Autumn breezes get voters thinking. That’s when they get serious about elections. And that’s when the pumpkins come out.
“Tons of pumpkins,” the handwritten sign boasted somewhere along the interstate.
John “Red” Heller had overstated it just a bit.
“Well, OK. Maybe it’s pounds and pounds of pumpkins,” Heller said, pointing to a truckload of the plump, orange symbols of autumn.
The unemployed construction worker had harvested his uncle’s patch the day before. He figures it’s the only money he’ll make this month.
“It’s getting chilly now, and that’s when people start buying these honeys,” Heller said.
An old political theory holds that voters turn conservative in the fall.
Springtime months bring thoughts of change and renewal. Bicycle sales increase. People go on diets and clean house.
And the politics of change thrives.
Throughout presidential campaign history, third-party candidates and other rebellious hopefuls have peaked in the spring. That’s when Bernie Sanders and Donald Trump got on a roll.

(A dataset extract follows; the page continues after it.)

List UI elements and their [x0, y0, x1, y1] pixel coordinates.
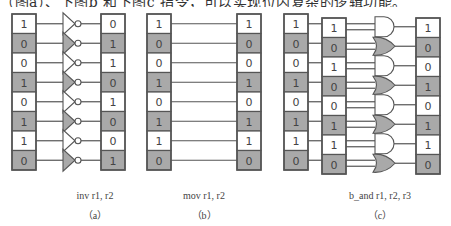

Support for John Anderson in 1980 and for George Wallace in 1972 rose in the spring and dwindled in the fall.
Many springs ago brought the insurgent campaigns of Democrat Jerry Brown and Republican Pat Buchanan.
Ross Perot’s popularity soared in April.
But now the leaves are falling.
In this time for cocooning, Americans tend to look inward, cherish what they have and put off a search for change.
Heller, the pumpkin salesman, says he believes that it doesn’t matter anyway.
“Politicians never change things, do they?” the 37-year-old high school dropout said.
Before he could explain himself further, he turned his attention elsewhere.
A woman and her wide-eyed child had stopped to buy a pumpkin.